[AstroNet] About WISE

Maciej Soltynski Maciej at telkomsa.net
Fri Dec 18 05:36:03 SAST 2009


The Wide-Field Infrared Survey Explorer (WISE) is a NASA-funded infrared-wavelength astronomical space telescope which was launched on 14 December 2009. The Earth-orbiting satellite carries a 40 cm (16 inch) diameter infrared-sensitive telescope, which will survey the entire sky over the course of six months through images made in the 3 to 25 ?m wavelength range. The telescope's image detectors are designed to make the survey at least 1 000 times more sensitive to infrared sky features than the sky surveys of previous major infrared space survey telescopes such as the Infrared Astronomical Satellite (IRAS), AKARI and COBE. The WISE telescope and detectors are kept very cold (below 15° Centigrade above absolute zero) by a cryostat filled with solid hydrogen.

 

The complete mission will create images of 99% of the sky, with at least eight images made of each position on the sky in order to increase accuracy. The spacecraft is in a 525 km, circular, polar, sun-synchronous orbit for its 10 month mission, during which it will take at least 1.5 million images, one every 11 seconds. Each image will cover a 47 arcminute field of view, an area of the sky 3 times larger than the full Moon. 

 

Each picture will have one megapixel at each of four different wavelengths that range from 5 to 35 times longer than the longest waves the human eye can see. Data taken by WISE will be downloaded by radio transmission 4 times per day to computers on the ground which will combine the many images taken by WISE into an atlas covering the entire celestial sphere and a list of all the detected objects. The image library produced will contain data on the local Solar System, the Milky Way Galaxy, and the more distant universe. Among the objects WISE will study are asteroids, cool, dim stars such as brown dwarfs, and the most luminous infrared galaxies.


Instructions to follow — Each line that holds the word "project" counts once; give the total for the records below and nothing else.

Given information —
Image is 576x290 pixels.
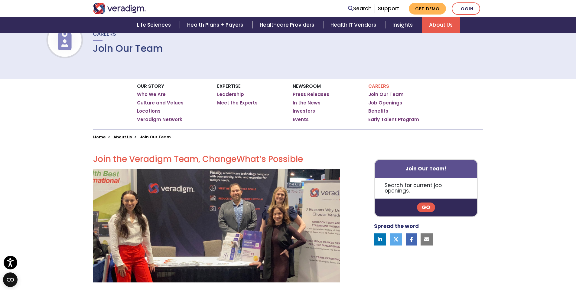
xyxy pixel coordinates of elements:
a: Login [452,2,481,15]
a: Join Our Team [369,91,404,97]
a: Early Talent Program [369,117,419,123]
a: Leadership [217,91,244,97]
p: Search for current job openings. [375,178,478,199]
a: In the News [293,100,321,106]
img: Veradigm logo [93,3,146,14]
h2: Join the Veradigm Team, Change [93,154,340,164]
a: Support [378,5,399,12]
a: Meet the Experts [217,100,258,106]
a: Benefits [369,108,389,114]
span: What’s Possible [237,153,303,165]
a: Locations [137,108,161,114]
span: Careers [93,30,116,38]
a: Health IT Vendors [323,17,386,33]
button: Open CMP widget [3,272,18,287]
a: Get Demo [409,3,446,15]
a: Job Openings [369,100,402,106]
a: Press Releases [293,91,330,97]
strong: Join Our Team! [406,165,447,172]
strong: Spread the word [374,222,419,230]
a: Events [293,117,309,123]
a: About Us [422,17,460,33]
a: About Us [113,134,132,140]
a: Culture and Values [137,100,184,106]
a: Go [417,202,435,212]
a: Insights [386,17,422,33]
a: Healthcare Providers [253,17,323,33]
a: Who We Are [137,91,166,97]
a: Investors [293,108,315,114]
a: Search [348,5,372,13]
a: Veradigm Network [137,117,182,123]
h1: Join Our Team [93,43,163,54]
a: Home [93,134,106,140]
a: Health Plans + Payers [180,17,252,33]
a: Life Sciences [130,17,180,33]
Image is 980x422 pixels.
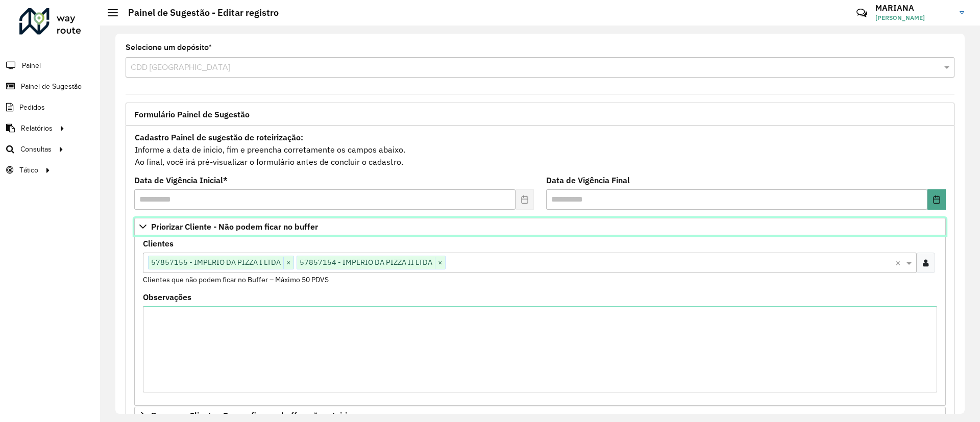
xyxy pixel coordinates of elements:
span: Clear all [895,257,904,269]
span: Consultas [21,144,52,154]
span: Relatórios [21,123,52,134]
small: Clientes que não podem ficar no Buffer – Máximo 50 PDVS [143,275,329,284]
span: Priorizar Cliente - Não podem ficar no buffer [151,222,318,230]
span: Formulário Painel de Sugestão [134,110,250,118]
span: × [435,257,445,269]
label: Clientes [143,237,174,249]
h2: Painel de Sugestão - Editar registro [118,7,278,18]
span: 57857154 - IMPERIO DA PIZZA II LTDA [297,256,435,269]
a: Priorizar Cliente - Não podem ficar no buffer [134,218,946,235]
div: Priorizar Cliente - Não podem ficar no buffer [134,235,946,405]
label: Data de Vigência Inicial [134,174,227,186]
label: Observações [143,291,191,303]
label: Selecione um depósito [126,41,212,54]
span: Tático [19,165,38,176]
h3: MARIANA [875,3,952,13]
div: Informe a data de inicio, fim e preencha corretamente os campos abaixo. Ao final, você irá pré-vi... [134,131,946,168]
span: Painel de Sugestão [21,81,82,91]
span: Painel [22,60,41,71]
label: Data de Vigência Final [546,174,630,186]
span: Preservar Cliente - Devem ficar no buffer, não roteirizar [151,411,359,419]
span: × [284,257,293,269]
a: Contato Rápido [851,2,873,24]
span: [PERSON_NAME] [875,13,952,22]
span: Pedidos [19,102,45,113]
button: Choose Date [928,189,946,210]
strong: Cadastro Painel de sugestão de roteirização: [134,132,304,142]
span: 57857155 - IMPERIO DA PIZZA I LTDA [148,256,284,269]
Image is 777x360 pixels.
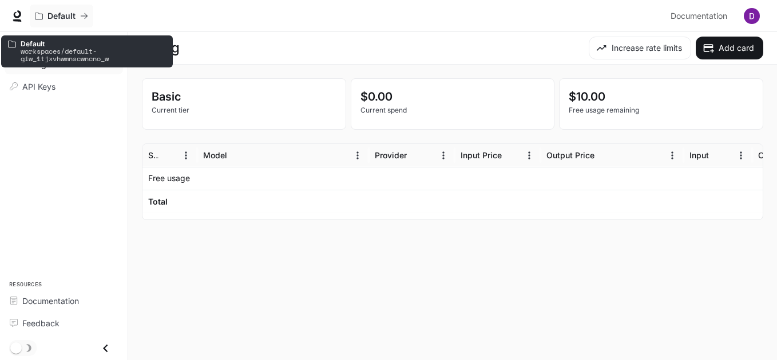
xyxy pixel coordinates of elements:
span: API Keys [22,81,55,93]
span: Documentation [670,9,727,23]
button: Menu [349,147,366,164]
button: Menu [520,147,538,164]
p: $10.00 [568,88,753,105]
div: Input [689,150,709,160]
div: Input Price [460,150,502,160]
img: User avatar [743,8,759,24]
div: Provider [375,150,407,160]
button: Sort [710,147,727,164]
button: All workspaces [30,5,93,27]
a: API Keys [5,77,123,97]
h6: Total [148,196,168,208]
p: $0.00 [360,88,545,105]
button: Add card [695,37,763,59]
span: Feedback [22,317,59,329]
span: Documentation [22,295,79,307]
p: Free usage [148,173,190,184]
p: Current spend [360,105,545,116]
button: Sort [408,147,425,164]
button: Menu [177,147,194,164]
p: Free usage remaining [568,105,753,116]
a: Documentation [5,291,123,311]
a: Feedback [5,313,123,333]
span: Dark mode toggle [10,341,22,354]
div: Model [203,150,227,160]
p: Current tier [152,105,336,116]
a: Documentation [666,5,735,27]
p: Basic [152,88,336,105]
div: Service [148,150,159,160]
button: Sort [503,147,520,164]
button: Sort [160,147,177,164]
button: Increase rate limits [588,37,691,59]
button: Sort [228,147,245,164]
p: workspaces/default-giw_1tjxvhwmnscwncno_w [21,47,166,62]
button: Close drawer [93,337,118,360]
button: Menu [663,147,681,164]
p: Default [47,11,75,21]
button: Menu [435,147,452,164]
button: Menu [732,147,749,164]
div: Output Price [546,150,594,160]
p: Default [21,40,166,47]
button: User avatar [740,5,763,27]
button: Sort [595,147,612,164]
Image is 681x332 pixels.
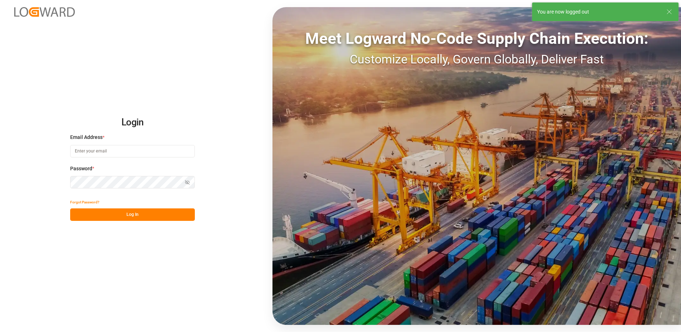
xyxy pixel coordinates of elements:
button: Forgot Password? [70,196,99,208]
div: Meet Logward No-Code Supply Chain Execution: [272,27,681,50]
div: Customize Locally, Govern Globally, Deliver Fast [272,50,681,68]
div: You are now logged out [537,8,660,16]
img: Logward_new_orange.png [14,7,75,17]
span: Password [70,165,92,172]
input: Enter your email [70,145,195,157]
span: Email Address [70,134,103,141]
button: Log In [70,208,195,221]
h2: Login [70,111,195,134]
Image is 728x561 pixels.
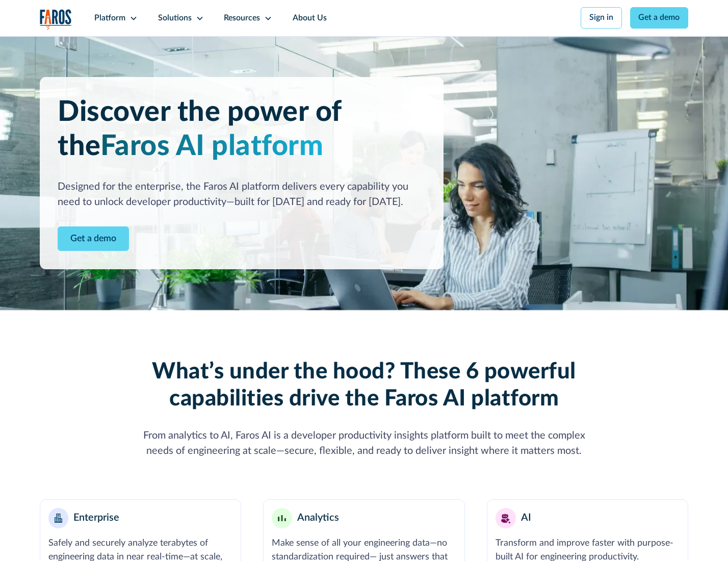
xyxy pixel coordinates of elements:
[131,358,598,412] h2: What’s under the hood? These 6 powerful capabilities drive the Faros AI platform
[40,9,72,30] img: Logo of the analytics and reporting company Faros.
[57,179,425,210] div: Designed for the enterprise, the Faros AI platform delivers every capability you need to unlock d...
[297,510,339,526] div: Analytics
[580,7,622,29] a: Sign in
[630,7,689,29] a: Get a demo
[73,510,119,526] div: Enterprise
[100,132,323,161] span: Faros AI platform
[57,226,129,251] a: Contact Modal
[521,510,531,526] div: AI
[158,12,191,24] div: Solutions
[224,12,260,24] div: Resources
[278,515,286,522] img: Minimalist bar chart analytics icon
[40,9,72,30] a: home
[54,513,63,523] img: Enterprise building blocks or structure icon
[497,510,513,526] img: AI robot or assistant icon
[131,428,598,459] div: From analytics to AI, Faros AI is a developer productivity insights platform built to meet the co...
[57,95,425,164] h1: Discover the power of the
[94,12,125,24] div: Platform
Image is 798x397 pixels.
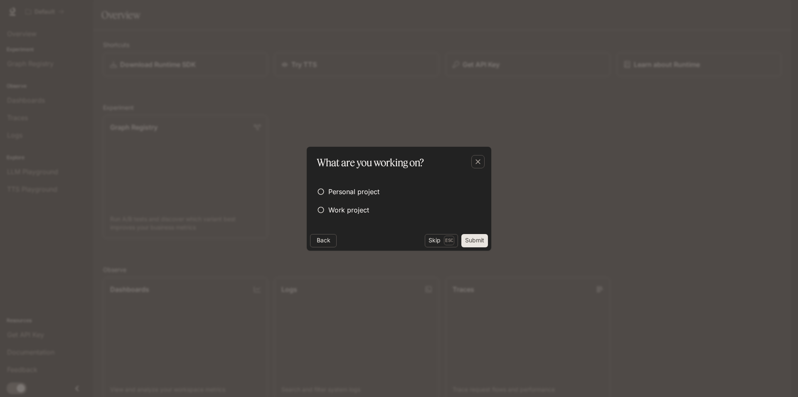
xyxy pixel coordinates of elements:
span: Work project [328,205,369,215]
button: Back [310,234,337,247]
span: Personal project [328,187,379,197]
button: Submit [461,234,488,247]
p: What are you working on? [317,155,424,170]
p: Esc [444,236,454,245]
button: SkipEsc [425,234,458,247]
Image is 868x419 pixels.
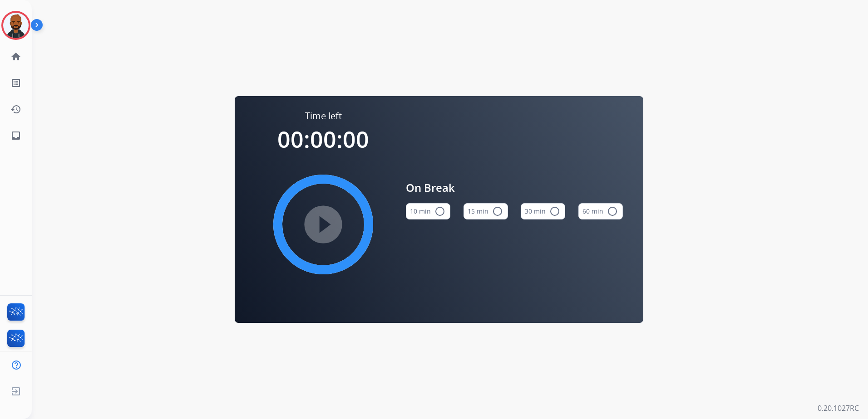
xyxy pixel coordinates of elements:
mat-icon: radio_button_unchecked [607,206,618,216]
mat-icon: home [10,51,22,62]
p: 0.20.1027RC [817,402,859,413]
button: 60 min [578,203,623,219]
mat-icon: inbox [10,130,22,141]
mat-icon: radio_button_unchecked [492,206,503,216]
span: On Break [406,180,623,196]
img: avatar [3,12,28,38]
mat-icon: history [10,104,22,114]
mat-icon: radio_button_unchecked [549,206,560,216]
button: 30 min [521,203,565,219]
mat-icon: list_alt [10,78,22,88]
mat-icon: radio_button_unchecked [434,206,445,216]
span: Time left [305,110,342,122]
span: 00:00:00 [277,123,369,155]
button: 10 min [406,203,450,219]
button: 15 min [463,203,508,219]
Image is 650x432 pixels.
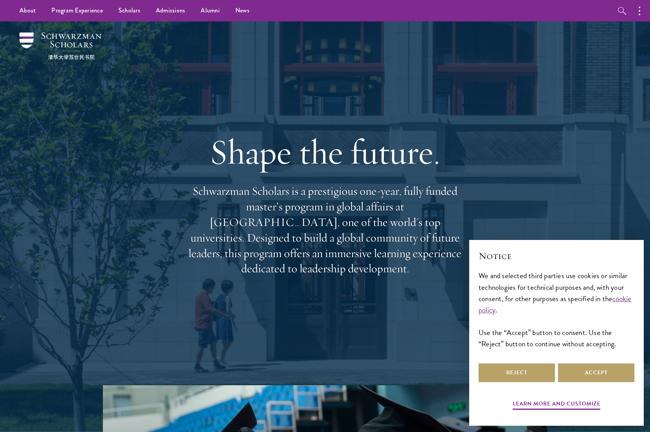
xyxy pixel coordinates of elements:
[478,270,634,349] div: We and selected third parties use cookies or similar technologies for technical purposes and, wit...
[478,363,555,382] button: Reject
[513,399,600,411] button: Learn more and customize
[185,130,465,174] h1: Shape the future.
[478,293,631,316] a: cookie policy
[19,32,101,60] img: Schwarzman Scholars
[558,363,634,382] button: Accept
[185,183,465,277] p: Schwarzman Scholars is a prestigious one-year, fully funded master’s program in global affairs at...
[478,249,634,263] h2: Notice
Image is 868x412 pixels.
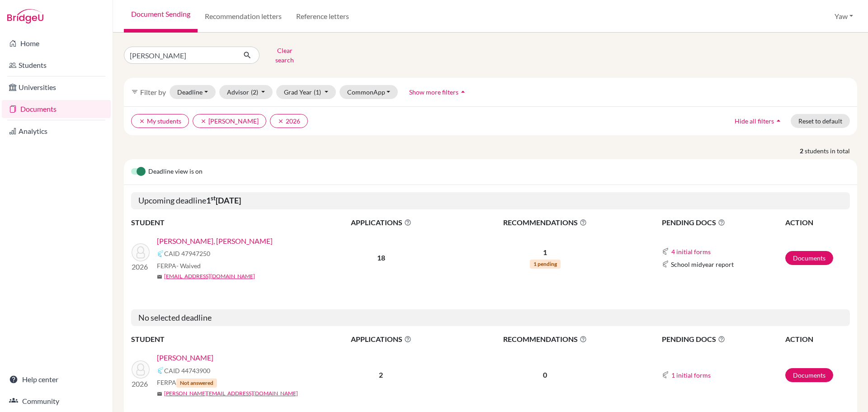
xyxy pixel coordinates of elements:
[164,366,210,376] span: CAID 44743900
[2,122,111,140] a: Analytics
[131,216,312,229] th: STUDENT
[131,262,149,272] p: 2026
[459,88,467,97] i: arrow_drop_up
[149,167,202,178] span: Deadline view is on
[210,195,215,201] sup: st
[785,368,833,382] a: Documents
[131,379,149,390] p: 2026
[734,117,774,125] span: Hide all filters
[671,247,711,257] button: 4 initial forms
[785,334,850,345] th: ACTION
[131,114,189,128] button: clearMy students
[2,371,111,389] a: Help center
[192,114,267,128] button: clear[PERSON_NAME]
[157,250,164,258] img: Common App logo
[804,146,857,155] span: students in total
[671,370,711,381] button: 1 initial forms
[402,85,475,99] button: Show more filtersarrow_drop_up
[140,88,166,97] span: Filter by
[671,259,734,269] span: School midyear report
[157,274,163,280] span: mail
[662,334,785,344] span: PENDING DOCS
[277,118,284,125] i: clear
[451,370,639,381] p: 0
[774,116,783,125] i: arrow_drop_up
[662,372,669,379] img: Common App logo
[259,44,309,67] button: Clear search
[169,85,215,99] button: Deadline
[157,377,217,388] span: FERPA
[164,272,255,281] a: [EMAIL_ADDRESS][DOMAIN_NAME]
[131,88,139,96] i: filter_list
[451,217,639,228] span: RECOMMENDATIONS
[727,114,790,128] button: Hide all filtersarrow_drop_up
[177,379,217,388] span: Not answered
[790,114,850,128] button: Reset to default
[200,118,206,125] i: clear
[7,9,44,23] img: Bridge-U
[451,334,639,344] span: RECOMMENDATIONS
[662,217,785,228] span: PENDING DOCS
[131,334,312,345] th: STUDENT
[2,78,111,97] a: Universities
[2,392,111,410] a: Community
[313,334,450,344] span: APPLICATIONS
[206,196,241,206] b: 1 [DATE]
[131,310,850,327] h5: No selected deadline
[662,261,669,268] img: Common App logo
[2,100,111,118] a: Documents
[139,118,145,125] i: clear
[409,88,459,96] span: Show more filters
[131,244,149,262] img: Gyan, Nathan Baffour
[131,192,850,210] h5: Upcoming deadline
[662,248,669,255] img: Common App logo
[157,235,272,247] a: [PERSON_NAME], [PERSON_NAME]
[314,88,321,96] span: (1)
[379,371,383,379] b: 2
[157,391,163,396] span: mail
[785,216,850,229] th: ACTION
[251,88,258,96] span: (2)
[339,85,399,99] button: CommonApp
[164,390,298,398] a: [PERSON_NAME][EMAIL_ADDRESS][DOMAIN_NAME]
[124,46,236,64] input: Find student by name...
[164,249,210,258] span: CAID 47947250
[219,85,273,99] button: Advisor(2)
[157,353,214,363] a: [PERSON_NAME]
[530,259,560,268] span: 1 pending
[800,146,804,155] strong: 2
[830,7,857,25] button: Yaw
[313,217,450,228] span: APPLICATIONS
[131,361,149,379] img: Dei, Nathaniel
[785,251,833,265] a: Documents
[377,253,385,262] b: 18
[177,262,200,270] span: - Waived
[270,114,308,128] button: clear2026
[2,35,111,53] a: Home
[2,56,111,74] a: Students
[451,247,639,258] p: 1
[276,85,336,99] button: Grad Year(1)
[157,261,200,271] span: FERPA
[157,367,164,374] img: Common App logo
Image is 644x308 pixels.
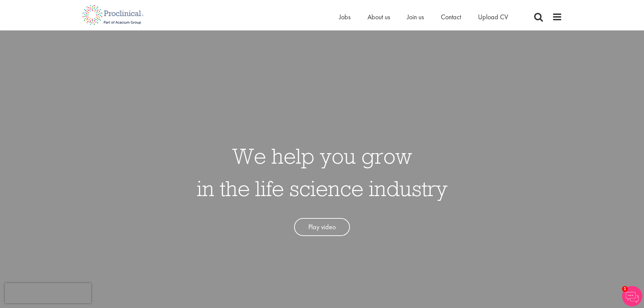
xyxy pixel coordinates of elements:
h1: We help you grow in the life science industry [197,139,448,205]
a: About us [368,13,390,21]
a: Upload CV [478,13,508,21]
img: Chatbot [622,286,642,306]
a: Jobs [339,13,351,21]
a: Contact [441,13,461,21]
span: 1 [622,286,628,292]
a: Join us [407,13,424,21]
a: Play video [294,218,350,236]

Solution for this task — 2